## WHAT IS BEING ASKED
Print the records exactly as given.

## DATA LISTING
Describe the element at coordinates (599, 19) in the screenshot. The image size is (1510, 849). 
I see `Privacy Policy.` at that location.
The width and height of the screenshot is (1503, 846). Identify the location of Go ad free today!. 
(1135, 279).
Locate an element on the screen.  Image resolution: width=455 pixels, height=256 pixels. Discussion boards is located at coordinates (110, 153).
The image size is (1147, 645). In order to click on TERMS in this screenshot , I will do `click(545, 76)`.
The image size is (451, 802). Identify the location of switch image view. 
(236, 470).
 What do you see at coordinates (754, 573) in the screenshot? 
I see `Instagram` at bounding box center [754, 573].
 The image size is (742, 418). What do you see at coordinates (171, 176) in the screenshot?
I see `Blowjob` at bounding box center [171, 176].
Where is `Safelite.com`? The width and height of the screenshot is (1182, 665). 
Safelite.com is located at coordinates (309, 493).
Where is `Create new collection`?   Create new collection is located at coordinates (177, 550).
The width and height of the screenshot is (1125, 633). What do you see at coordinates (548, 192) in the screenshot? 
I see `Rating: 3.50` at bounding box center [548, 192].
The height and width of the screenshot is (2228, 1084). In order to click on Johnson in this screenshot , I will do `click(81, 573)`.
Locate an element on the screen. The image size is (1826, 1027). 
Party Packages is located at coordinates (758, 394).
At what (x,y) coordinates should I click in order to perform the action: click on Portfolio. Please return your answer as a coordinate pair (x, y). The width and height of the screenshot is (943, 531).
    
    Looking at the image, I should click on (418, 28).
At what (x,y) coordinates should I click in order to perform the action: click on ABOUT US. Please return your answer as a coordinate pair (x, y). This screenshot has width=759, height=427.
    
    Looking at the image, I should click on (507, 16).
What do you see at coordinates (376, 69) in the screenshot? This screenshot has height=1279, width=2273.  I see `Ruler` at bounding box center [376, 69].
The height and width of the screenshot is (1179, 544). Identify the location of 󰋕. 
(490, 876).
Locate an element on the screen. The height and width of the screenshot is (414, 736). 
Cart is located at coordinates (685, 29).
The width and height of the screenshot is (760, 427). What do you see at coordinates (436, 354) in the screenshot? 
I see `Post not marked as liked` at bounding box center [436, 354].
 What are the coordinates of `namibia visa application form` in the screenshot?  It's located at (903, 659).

## RESULT FOR THIS TASK
Describe the element at coordinates (599, 19) in the screenshot. The image size is (1510, 849). 
I see `Privacy Policy.` at that location.
The width and height of the screenshot is (1503, 846). Identify the location of Go ad free today!. 
(1135, 279).
Locate an element on the screen.  Image resolution: width=455 pixels, height=256 pixels. Discussion boards is located at coordinates (110, 153).
The image size is (1147, 645). In order to click on TERMS in this screenshot , I will do `click(545, 76)`.
The image size is (451, 802). Identify the location of switch image view. 
(236, 470).
 What do you see at coordinates (754, 573) in the screenshot? 
I see `Instagram` at bounding box center [754, 573].
 The image size is (742, 418). What do you see at coordinates (171, 176) in the screenshot?
I see `Blowjob` at bounding box center [171, 176].
Where is `Safelite.com`? The width and height of the screenshot is (1182, 665). 
Safelite.com is located at coordinates (309, 493).
Where is `Create new collection`?   Create new collection is located at coordinates (177, 550).
The width and height of the screenshot is (1125, 633). What do you see at coordinates (548, 192) in the screenshot? 
I see `Rating: 3.50` at bounding box center [548, 192].
The height and width of the screenshot is (2228, 1084). In order to click on Johnson in this screenshot , I will do `click(81, 573)`.
Locate an element on the screen. The image size is (1826, 1027). 
Party Packages is located at coordinates (758, 394).
At what (x,y) coordinates should I click in order to perform the action: click on Portfolio. Please return your answer as a coordinate pair (x, y). The width and height of the screenshot is (943, 531).
    
    Looking at the image, I should click on (418, 28).
At what (x,y) coordinates should I click in order to perform the action: click on ABOUT US. Please return your answer as a coordinate pair (x, y). This screenshot has width=759, height=427.
    
    Looking at the image, I should click on (507, 16).
What do you see at coordinates (376, 69) in the screenshot? This screenshot has height=1279, width=2273.  I see `Ruler` at bounding box center [376, 69].
The height and width of the screenshot is (1179, 544). Identify the location of 󰋕. 
(490, 876).
Locate an element on the screen. The height and width of the screenshot is (414, 736). 
Cart is located at coordinates (685, 29).
The width and height of the screenshot is (760, 427). What do you see at coordinates (436, 354) in the screenshot? 
I see `Post not marked as liked` at bounding box center [436, 354].
 What are the coordinates of `namibia visa application form` in the screenshot?  It's located at (903, 659).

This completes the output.